A unanimous vote by the Martha’s Vineyard Commission Thursday has cleared the way for the town of Oak Bluffs to proceed with a long-sought plan to reinforce the eroding bluffs along East Chop Drive.

The commission approved an earlier version of the project in 2018 and later granted an extension to 2026. Changes to the plans necessitated the town come back to the commission.

Much of East Chop Drive has been closed to motor vehicles since 2018, due to fears that erosion could make the roadway permanently impassable.

The first phase of the multi-year bluff reinforcement project is expected to begin this fall, with construction taking place between Labor Day and Memorial Day for an estimated 15 months overall.

A $10 million Federal Emergency Management Agency grant, awarded in 2022, and other money approved by Oak Bluffs voters will fund this phase, covering the southernmost 1,200 linear feet of coastline as far as Harrison avenue.

Work is expected to take about 15 months. — Ray Ewing

The initial funding also will pay for the infrastructure changes needed for all 2,400 feet of bluff reconstruction, including a temporary pier at the base of the bluff.

At a public hearing last month, project manager Daniel Ciaramicoli of contractor Tighe & Bond told commissioners that his company had discovered “significant constructability and safety issues” with the 2018 plans for stabilizing the bluff, requiring a re-design.

The new plans introduced the temporary pier, where equipment and materials will arrive by barges that also will remove debris, lessening the project’s impact on truck and ferry traffic.

If the town is not able to raise enough funding for the second phase of bluff work by the time phase one is completed, the temporary pier will be removed, according to the MVC decision.

The commission’s approval rests on a number of other conditions as well, including a prohibition against artificial lighting at the construction site apart from navigation safety lights on the pier.

The town also must submit a landscaping plan for revegetating the bluff after construction.

Also Thursday, the Martha’s Vineyard Commission opened two public hearings, each of which was continued to a future date.

Commissioners heard testimony on an application to demolish and replace a house in Vineyard Haven that is evidently older than 1930, its date in town property records. Any demolition of an Island building 100 years or older requires Martha’s Vineyard Commission approval.

According to the Tisbury Historical Commission, the secluded cottage on Massasoit avenue dates from before the 1920s and was moved to West Chop from its original home on Lambert’s Cove.

But the historical commission stopped short of taking a position on whether or not the house should be preserved, Martha’s Vineyard Commission coordinator Rich Salzberg told commissioners Thursday.

Instead, he said, the group wrote a letter offering reasons both for and against a demolition approval.

The historical commission’s main argument for preserving the house was that it holds a connection to the historic Red Lodge property, later known as Mohu, at Lambert’s Cove.

The fact that the house itself is not distinctive should not doom its preservation, the letter continued.

“We cannot preserve the historic fabric of the Island if we only save the large, the striking, and the prominent,” the historical commission wrote.

As an argument for demolition, the letter noted that the house arrived in West Chop after the neighborhood had already developed and is architecturally different from others in the area.

Preservation consultant Eric Dray, who reviewed the building for the Martha’s Vineyard Commission, also found little of significance in the architecture.

“If this house did, in fact, begin as a mid-18th to early-19th century Cape, it has been altered from this original form beyond recognition,” Mr. Dray wrote in a report to the MVC.

“In my opinion, based on research conducted to date, this house does not possess historical significance worthy of public interest,” he added later in the report.

Hearing officer Brian Smith continued the public hearing for two weeks to allow commissioners to visit the property.

A hearing on builder Millers Professionals’ application for new storage buildings at the airport business park also was continued.

Owner Ubaldo Miller is seeking to erect two 7,300-square-foot metal warehouses and a 7,000-square-foot office building, with parking, on a lot at 3 South Line Road in Edgartown.

The warehouses, with five vehicle bays apiece, would store equipment and materials but not swimming pool shells, Mr. Salzberg said as he outlined the application.

Mr. Miller told commissioners there would be no manufacturing or fabrication inside the warehouses, which he wants to use for materials currently stored outside at another lot in the business park.

Commissioners said they want to visit the site before continuing the public hearing, which is scheduled to resume March 6.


Exercise instructions :: The entries are to be output word for word, with the pictures omitted.

Annotated photo localization data
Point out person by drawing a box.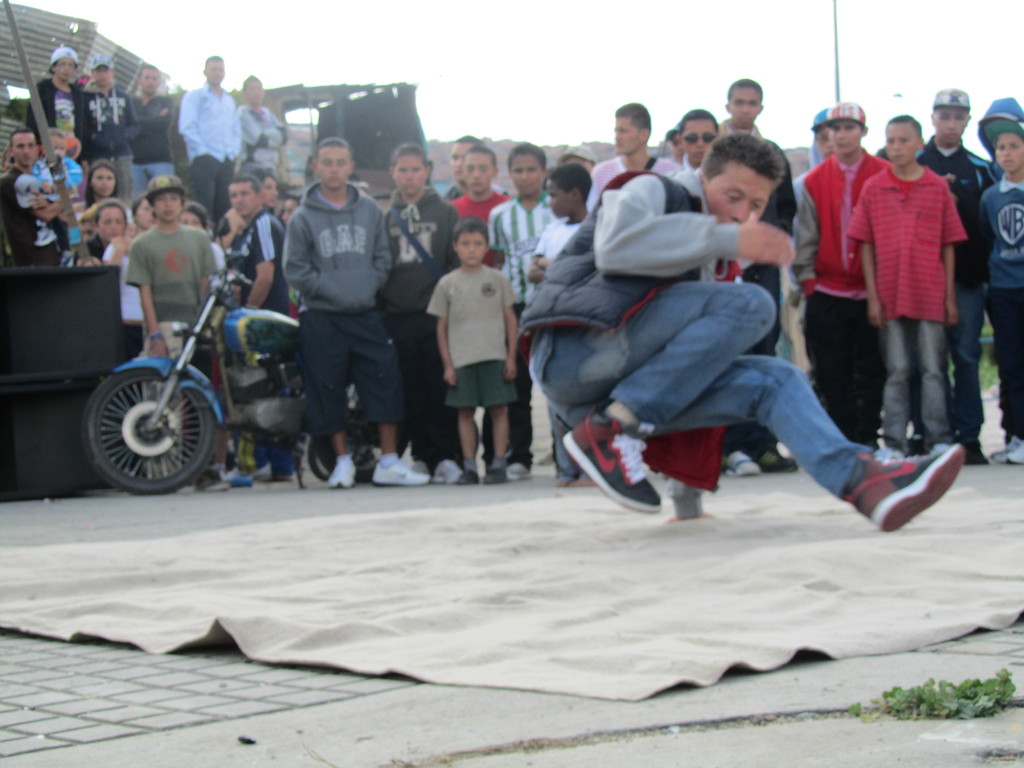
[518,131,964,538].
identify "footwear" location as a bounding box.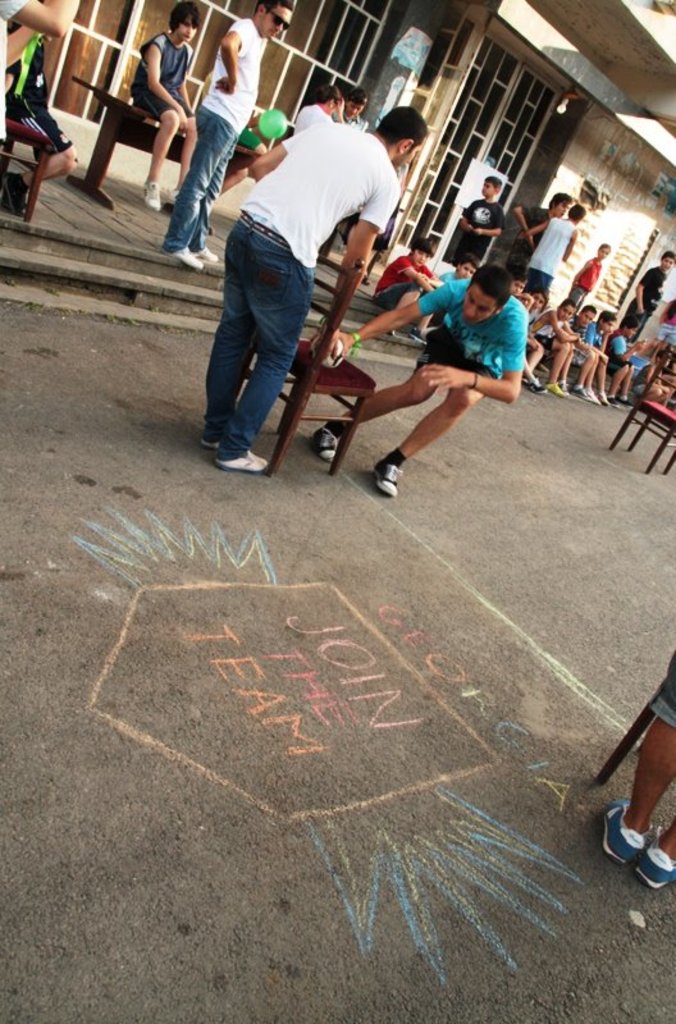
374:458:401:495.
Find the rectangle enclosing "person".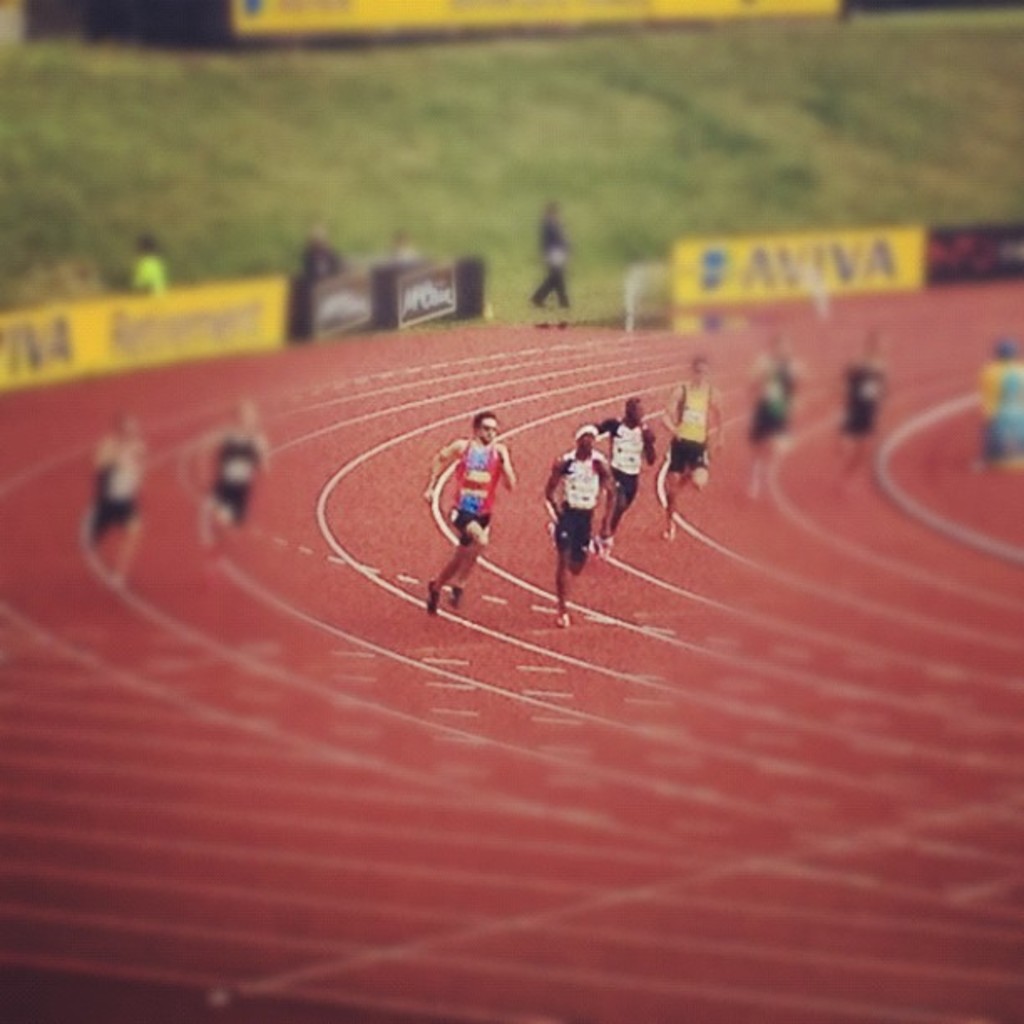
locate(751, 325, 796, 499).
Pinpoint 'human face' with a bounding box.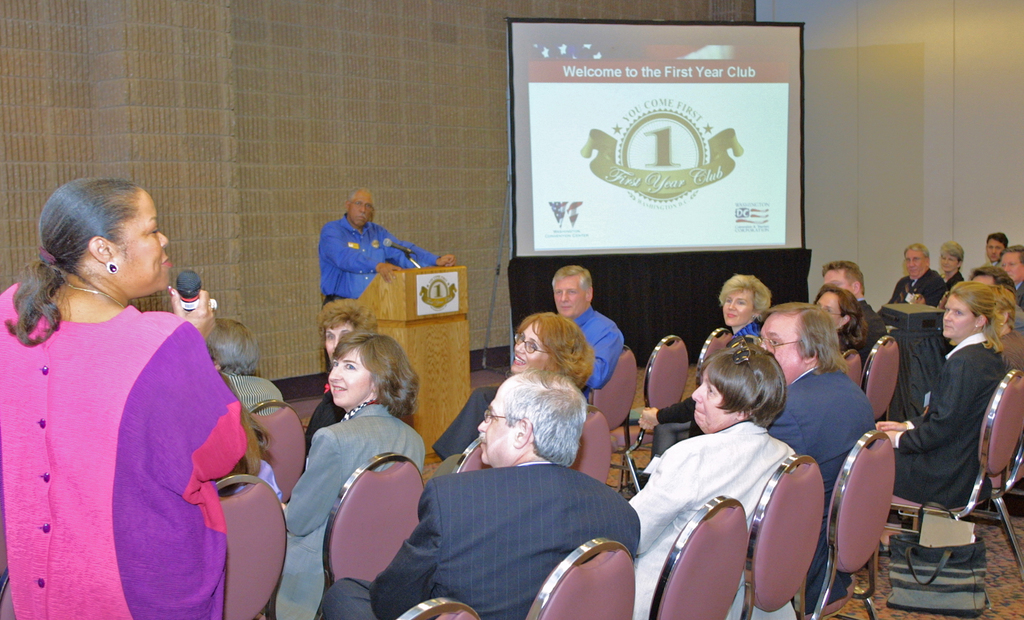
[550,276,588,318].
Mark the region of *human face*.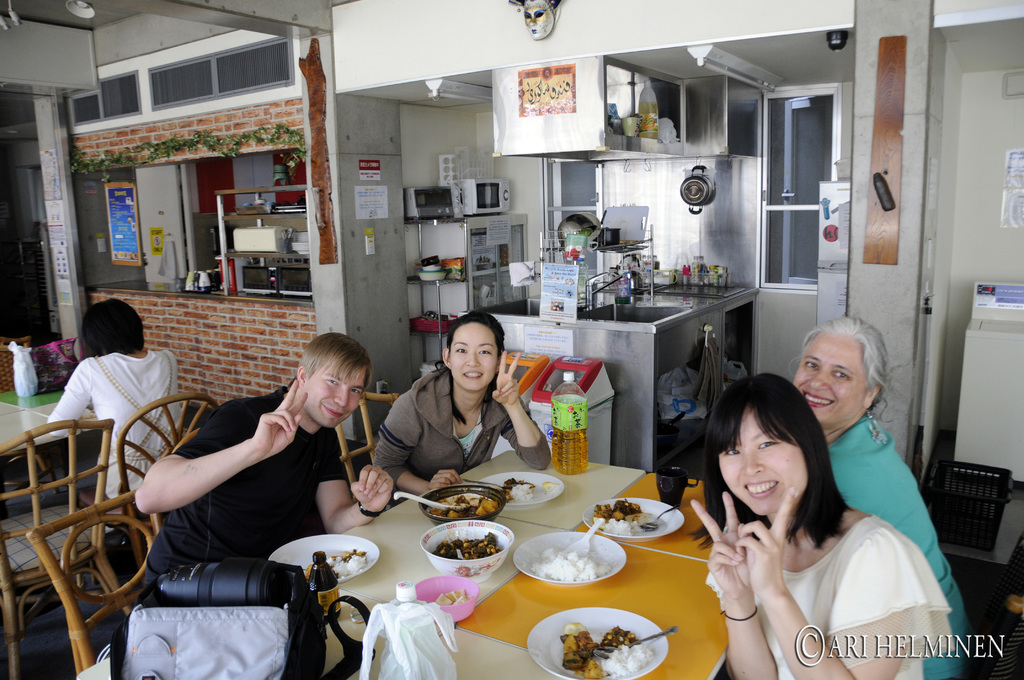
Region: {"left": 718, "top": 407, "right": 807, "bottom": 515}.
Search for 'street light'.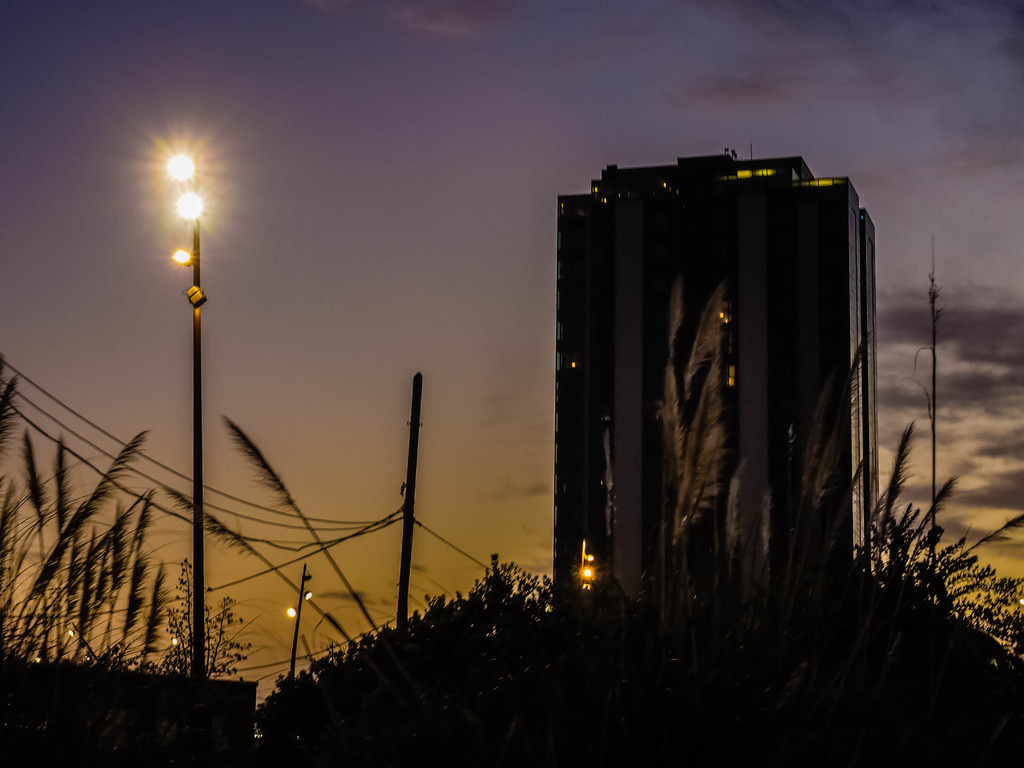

Answer area ::
Point out person by drawing a box.
[518,131,964,538].
identify "footwear" location as a bounding box.
374:458:401:495.
Find the rectangle enclosing "person".
locate(751, 325, 796, 499).
Pinpoint 'human face' with a bounding box.
[550,276,588,318].
Mark the region of *human face*.
Region: {"left": 718, "top": 407, "right": 807, "bottom": 515}.
Search for 'street light'.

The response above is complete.